San Sebastian – Donostia in the Basque language – is a picture postcard city filled with tradition, beaches, and generous gastronomy; rainy in autumn, friendly in summer.

Today, the menú del día is a 150km route

Which promises to reveal the charms of a region that tends to hide more than it shows – but when it does so, it is of unparallelled appeal.

Leaving the ocean behind, we pass Tolosa, a town famous for its bean dishes and its week-long Carnaval, then the villages of Legorreta, Itsasondo (its name, despite being some 40km inland, means ‘deep sea’) and the town of Beasain, and we begin the ascent of Gabiria, the first puerto of the day and a welcome stretch of the legs after the preceding flat river-valley kilometers, ideal for cycling holidays. Settling into an easy rhythm, we climb through verdant farm and forestry land, the smell of felled pine heavy in the air.

Over the top, and on to a more challenging climb and one of the day’s highlights, Mandubia – a staple in the Tour of the Basque Country, and a classic amongst the cycling aficionados of the Basque Highlands where the sport takes on an almost religious significance – and to whose slopes they come to test their legs and their times.

The smell and taste of the ocean again beckon from around the next curve.

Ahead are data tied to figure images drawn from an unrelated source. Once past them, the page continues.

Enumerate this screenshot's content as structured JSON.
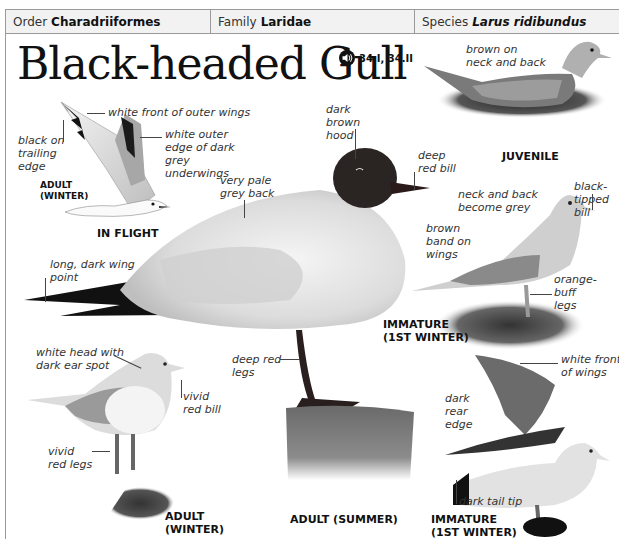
{
  "header": {
    "order_label": "Order",
    "order_value": "Charadriiformes",
    "family_label": "Family",
    "family_value": "Laridae",
    "species_label": "Species",
    "species_value": "Larus ridibundus"
  },
  "title": "Black-headed Gull",
  "audio": {
    "icon": "speaker-icon",
    "tracks": "34.I, 34.II"
  },
  "figures": {
    "in_flight": {
      "caption": "IN FLIGHT",
      "subcaption": "ADULT\n(WINTER)",
      "labels": [
        "white front of outer wings",
        "black on trailing edge",
        "white outer edge of dark grey underwings"
      ]
    },
    "adult_summer": {
      "caption": "ADULT (SUMMER)",
      "labels": [
        "dark brown hood",
        "deep red bill",
        "very pale grey back",
        "long, dark wing point",
        "deep red legs"
      ]
    },
    "juvenile": {
      "caption": "JUVENILE",
      "labels": [
        "brown on neck and back"
      ]
    },
    "immature_standing": {
      "caption": "IMMATURE\n(1ST WINTER)",
      "labels": [
        "black-tipped bill",
        "neck and back become grey",
        "brown band on wings",
        "orange-buff legs"
      ]
    },
    "adult_winter": {
      "caption": "ADULT\n(WINTER)",
      "labels": [
        "white head with dark ear spot",
        "vivid red bill",
        "vivid red legs"
      ]
    },
    "immature_flapping": {
      "caption": "IMMATURE\n(1ST WINTER)",
      "labels": [
        "white front of wings",
        "dark rear edge",
        "dark tail tip"
      ]
    }
  }
}
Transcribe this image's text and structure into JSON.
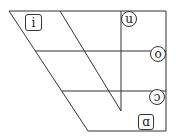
{
  "diagram": {
    "type": "vowel-chart-trapezoid",
    "colors": {
      "line": "#333333",
      "background": "#ffffff"
    },
    "vowels": [
      {
        "symbol": "i",
        "shape": "rounded-box",
        "position": "close front"
      },
      {
        "symbol": "u",
        "shape": "circle",
        "position": "close back"
      },
      {
        "symbol": "o",
        "shape": "circle",
        "position": "close-mid back"
      },
      {
        "symbol": "ɔ",
        "shape": "circle",
        "position": "open-mid back"
      },
      {
        "symbol": "ɑ",
        "shape": "rounded-box",
        "position": "open back"
      }
    ]
  }
}
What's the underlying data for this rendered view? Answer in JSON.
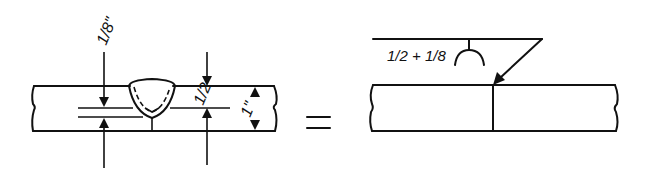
{
  "diagram": {
    "left": {
      "name": "weld-cross-section",
      "dimensions": {
        "root_opening": "1/8\"",
        "groove_depth": "1/2",
        "plate_thickness": "1\""
      }
    },
    "equals": "=",
    "right": {
      "name": "weld-symbol-drawing",
      "symbol_text": "1/2 + 1/8",
      "symbol_type": "U-groove (arc) below reference line"
    }
  }
}
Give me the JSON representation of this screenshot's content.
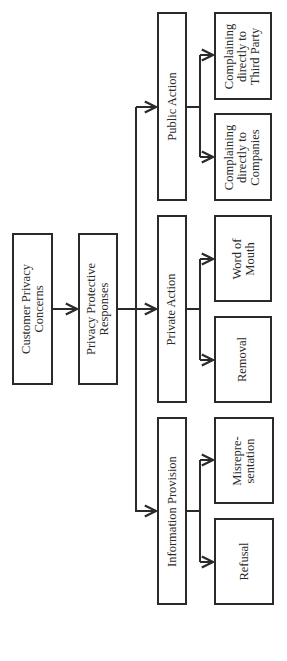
{
  "diagram": {
    "orientation": "rotated 90deg counter-clockwise",
    "colors": {
      "stroke": "#2a2a2a",
      "background": "#ffffff",
      "text": "#2a2a2a"
    },
    "nodes": {
      "root": "Customer Privacy\nConcerns",
      "responses": "Privacy Protective\nResponses",
      "public_action": "Public Action",
      "private_action": "Private Action",
      "information_provision": "Information Provision",
      "third_party": "Complaining\ndirectly to\nThird Party",
      "companies": "Complaining\ndirectly to\nCompanies",
      "word_of_mouth": "Word of\nMouth",
      "removal": "Removal",
      "misrepresentation": "Misrepre-\nsentation",
      "refusal": "Refusal"
    },
    "edges": [
      [
        "Customer Privacy Concerns",
        "Privacy Protective Responses"
      ],
      [
        "Privacy Protective Responses",
        "Public Action"
      ],
      [
        "Privacy Protective Responses",
        "Private Action"
      ],
      [
        "Privacy Protective Responses",
        "Information Provision"
      ],
      [
        "Public Action",
        "Complaining directly to Third Party"
      ],
      [
        "Public Action",
        "Complaining directly to Companies"
      ],
      [
        "Private Action",
        "Word of Mouth"
      ],
      [
        "Private Action",
        "Removal"
      ],
      [
        "Information Provision",
        "Misrepresentation"
      ],
      [
        "Information Provision",
        "Refusal"
      ]
    ]
  }
}
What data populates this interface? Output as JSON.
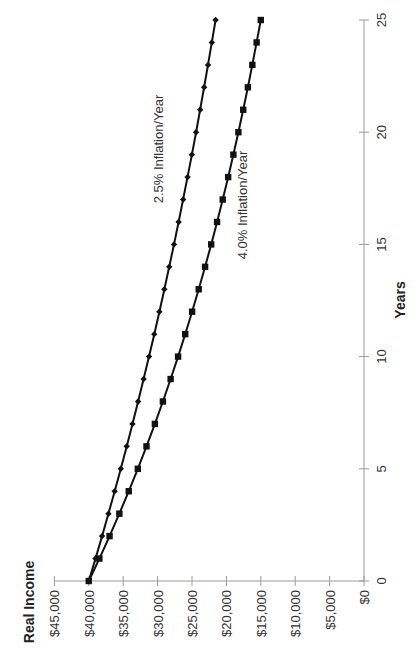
{
  "chart_data": {
    "type": "line",
    "orientation": "rotated 90° counter-clockwise (value axis runs horizontally along bottom, years axis runs vertically on right)",
    "title": "",
    "xlabel": "Years",
    "ylabel": "Real Income",
    "x": [
      0,
      1,
      2,
      3,
      4,
      5,
      6,
      7,
      8,
      9,
      10,
      11,
      12,
      13,
      14,
      15,
      16,
      17,
      18,
      19,
      20,
      21,
      22,
      23,
      24,
      25
    ],
    "x_ticks": [
      "0",
      "5",
      "10",
      "15",
      "20",
      "25"
    ],
    "y_ticks": [
      "$45,000",
      "$40,000",
      "$35,000",
      "$30,000",
      "$25,000",
      "$20,000",
      "$15,000",
      "$10,000",
      "$5,000",
      "$0"
    ],
    "xlim": [
      0,
      25
    ],
    "ylim": [
      0,
      45000
    ],
    "grid": false,
    "legend": "inline labels",
    "series": [
      {
        "name": "2.5% Inflation/Year",
        "marker": "diamond",
        "values": [
          40000,
          39024,
          38073,
          37144,
          36238,
          35354,
          34492,
          33651,
          32830,
          32029,
          31248,
          30486,
          29742,
          29017,
          28309,
          27619,
          26945,
          26288,
          25647,
          25021,
          24411,
          23816,
          23235,
          22668,
          22115,
          21577
        ]
      },
      {
        "name": "4.0% Inflation/Year",
        "marker": "square",
        "values": [
          40000,
          38462,
          36982,
          35560,
          34192,
          32877,
          31612,
          30396,
          29228,
          28104,
          27023,
          25983,
          24984,
          24023,
          23099,
          22211,
          21357,
          20535,
          19745,
          18986,
          18255,
          17553,
          16878,
          16229,
          15605,
          15005
        ]
      }
    ]
  },
  "labels": {
    "y_axis_title": "Real Income",
    "x_axis_title": "Years",
    "series_1_label": "2.5% Inflation/Year",
    "series_2_label": "4.0% Inflation/Year"
  },
  "colors": {
    "line": "#111111",
    "axis": "#9a9a9a",
    "text": "#333333"
  }
}
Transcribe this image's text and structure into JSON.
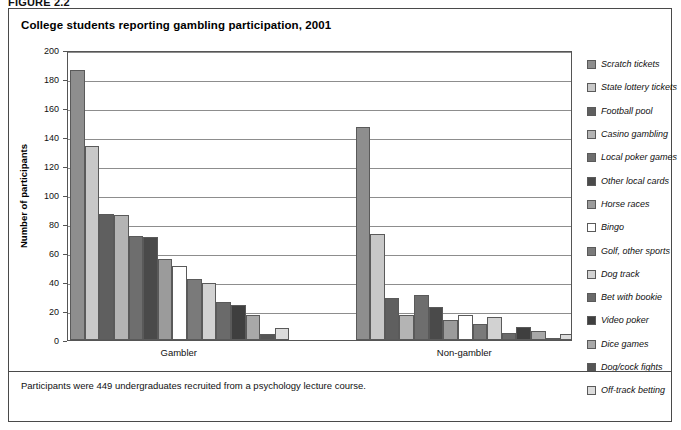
{
  "figure": {
    "number_label": "FIGURE 2.2"
  },
  "panel": {
    "title": "College students reporting gambling participation, 2001",
    "footnote": "Participants were 449 undergraduates recruited from a psychology lecture course."
  },
  "axis": {
    "y_title": "Number of participants",
    "y_ticks": [
      "0",
      "20",
      "40",
      "60",
      "80",
      "100",
      "120",
      "140",
      "160",
      "180",
      "200"
    ],
    "x_groups": [
      "Gambler",
      "Non-gambler"
    ]
  },
  "colors": {
    "series": [
      "#8e8e8e",
      "#c8c8c8",
      "#5f5f5f",
      "#b4b4b4",
      "#6e6e6e",
      "#4a4a4a",
      "#9b9b9b",
      "#ffffff",
      "#7a7a7a",
      "#d2d2d2",
      "#6a6a6a",
      "#3f3f3f",
      "#a8a8a8",
      "#555555",
      "#dcdcdc"
    ],
    "gridline": "#8d8d8d",
    "axis": "#555555",
    "panel_border": "#4a4a4a",
    "bar_outline": "#5a5a5a"
  },
  "chart_data": {
    "type": "bar",
    "title": "College students reporting gambling participation, 2001",
    "xlabel": "",
    "ylabel": "Number of participants",
    "ylim": [
      0,
      200
    ],
    "ytick_step": 20,
    "grid": true,
    "legend_position": "right",
    "categories": [
      "Gambler",
      "Non-gambler"
    ],
    "series": [
      {
        "name": "Scratch tickets",
        "values": [
          186,
          147
        ]
      },
      {
        "name": "State lottery tickets",
        "values": [
          134,
          73
        ]
      },
      {
        "name": "Football pool",
        "values": [
          87,
          29
        ]
      },
      {
        "name": "Casino gambling",
        "values": [
          86,
          17
        ]
      },
      {
        "name": "Local poker games",
        "values": [
          72,
          31
        ]
      },
      {
        "name": "Other local cards",
        "values": [
          71,
          23
        ]
      },
      {
        "name": "Horse races",
        "values": [
          56,
          14
        ]
      },
      {
        "name": "Bingo",
        "values": [
          51,
          17
        ]
      },
      {
        "name": "Golf, other sports",
        "values": [
          42,
          11
        ]
      },
      {
        "name": "Dog track",
        "values": [
          39,
          16
        ]
      },
      {
        "name": "Bet with bookie",
        "values": [
          26,
          5
        ]
      },
      {
        "name": "Video poker",
        "values": [
          24,
          9
        ]
      },
      {
        "name": "Dice games",
        "values": [
          17,
          6
        ]
      },
      {
        "name": "Dog/cock fights",
        "values": [
          4,
          1
        ]
      },
      {
        "name": "Off-track betting",
        "values": [
          8,
          4
        ]
      }
    ],
    "annotation": "Participants were 449 undergraduates recruited from a psychology lecture course."
  },
  "legend": {
    "items": [
      "Scratch tickets",
      "State lottery tickets",
      "Football pool",
      "Casino gambling",
      "Local poker games",
      "Other local cards",
      "Horse races",
      "Bingo",
      "Golf, other sports",
      "Dog track",
      "Bet with bookie",
      "Video poker",
      "Dice games",
      "Dog/cock fights",
      "Off-track betting"
    ]
  }
}
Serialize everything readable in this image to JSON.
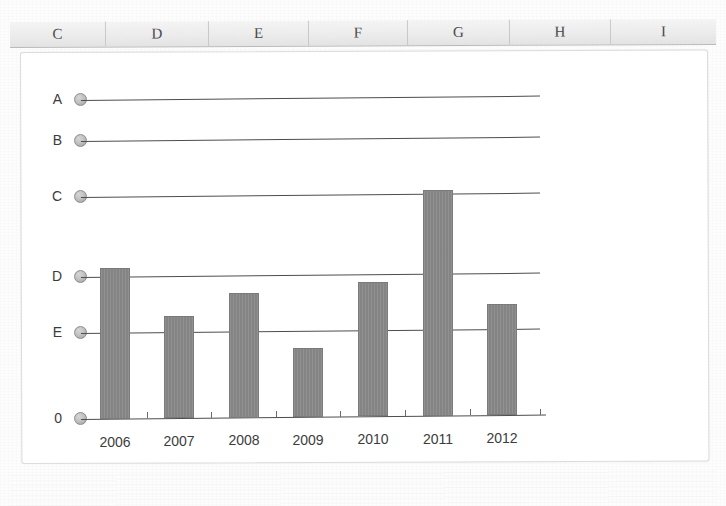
{
  "spreadsheet_header": {
    "columns": [
      {
        "label": "C",
        "width": 96
      },
      {
        "label": "D",
        "width": 103
      },
      {
        "label": "E",
        "width": 100
      },
      {
        "label": "F",
        "width": 99
      },
      {
        "label": "G",
        "width": 102
      },
      {
        "label": "H",
        "width": 101
      },
      {
        "label": "I",
        "width": 105
      }
    ]
  },
  "colors": {
    "bar": "#848484",
    "bar_border": "#7a7a7a",
    "axis": "#4d4d4d",
    "marker": "#bdbdbd",
    "panel_background": "#ffffff",
    "header_background": "#ececec",
    "text": "#3c3c3c"
  },
  "chart_data": {
    "type": "bar",
    "title": "",
    "xlabel": "",
    "ylabel": "",
    "grid": true,
    "legend": "none",
    "categories": [
      "2006",
      "2007",
      "2008",
      "2009",
      "2010",
      "2011",
      "2012"
    ],
    "values": [
      4.12,
      2.93,
      3.49,
      2.0,
      3.79,
      5.98,
      3.25
    ],
    "ytick_labels": [
      "A",
      "B",
      "C",
      "D",
      "E",
      "0"
    ],
    "ytick_values": [
      8,
      7,
      6,
      4,
      3,
      0
    ],
    "ylim": [
      0,
      8.6
    ],
    "series": [
      {
        "name": "series-1",
        "values": [
          4.12,
          2.93,
          3.49,
          2.0,
          3.79,
          5.98,
          3.25
        ]
      }
    ]
  },
  "plot_geometry": {
    "baseline_y": 419,
    "plot_left_x": 81,
    "plot_right_x": 540,
    "bar_width": 30,
    "ytick_pixel_y": [
      100,
      141,
      197,
      277,
      333,
      419
    ],
    "bar_left_x": [
      100,
      164,
      229,
      293,
      358,
      423,
      487
    ],
    "bar_top_y": [
      268,
      317,
      294,
      350,
      285,
      193,
      308
    ],
    "xlabel_y": 434,
    "xlabel_center_x": [
      115,
      179,
      244,
      308,
      373,
      438,
      502
    ]
  }
}
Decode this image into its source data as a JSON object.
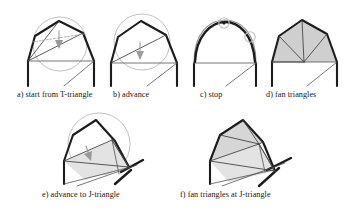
{
  "figure": {
    "background_color": "#ffffff",
    "ink_color": "#1c1c1c",
    "thin_line_color": "#4a4a4a",
    "circle_color": "#b0b0b0",
    "arrow_color": "#9a9a9a",
    "fill_gray": "#cfcfcf",
    "fill_light": "#e3e3e3"
  },
  "panels": [
    {
      "id": "a",
      "caption": "a) start from T-triangle",
      "has_circumcircle": true,
      "has_arrow": true,
      "has_fill": false,
      "shape": "polyline-arch"
    },
    {
      "id": "b",
      "caption": "b) advance",
      "has_circumcircle": true,
      "has_arrow": true,
      "has_fill": false,
      "shape": "polyline-arch"
    },
    {
      "id": "c",
      "caption": "c) stop",
      "has_circumcircle": false,
      "has_arrow": false,
      "has_fill": false,
      "marker_circles": 2,
      "shape": "smooth-arch"
    },
    {
      "id": "d",
      "caption": "d) fan triangles",
      "has_circumcircle": false,
      "has_arrow": false,
      "has_fill": true,
      "fan_lines": 4,
      "shape": "polyline-arch"
    },
    {
      "id": "e",
      "caption": "e) advance to J-triangle",
      "has_circumcircle": true,
      "has_arrow": true,
      "has_fill": true,
      "shape": "rotated-arch"
    },
    {
      "id": "f",
      "caption": "f) fan triangles at J-triangle",
      "has_circumcircle": false,
      "has_arrow": false,
      "has_fill": true,
      "fan_lines": 4,
      "shape": "rotated-arch"
    }
  ],
  "captions": {
    "a": "a) start from T-triangle",
    "b": "b) advance",
    "c": "c) stop",
    "d": "d) fan triangles",
    "e": "e) advance to J-triangle",
    "f": "f) fan triangles at J-triangle"
  }
}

The twisting, shaded descent through the forests of Bidania excites and charms in equal measure, and after a pause to regroup at the bottom, something urges us to do one more climb before returning home and we head to Regil. Ascending easily, enjoying the vistas opening up to the valley bottom as we pass the village from which the puerto takes its name, the road begins to make sharp hairpin turns reminiscent of those in the Alps, each one a reassuring step closer to the summit.

Cresting the top, the land falls away to the coast and, although never glimpsed, the smell and taste of the ocean again beckon from around the next curve.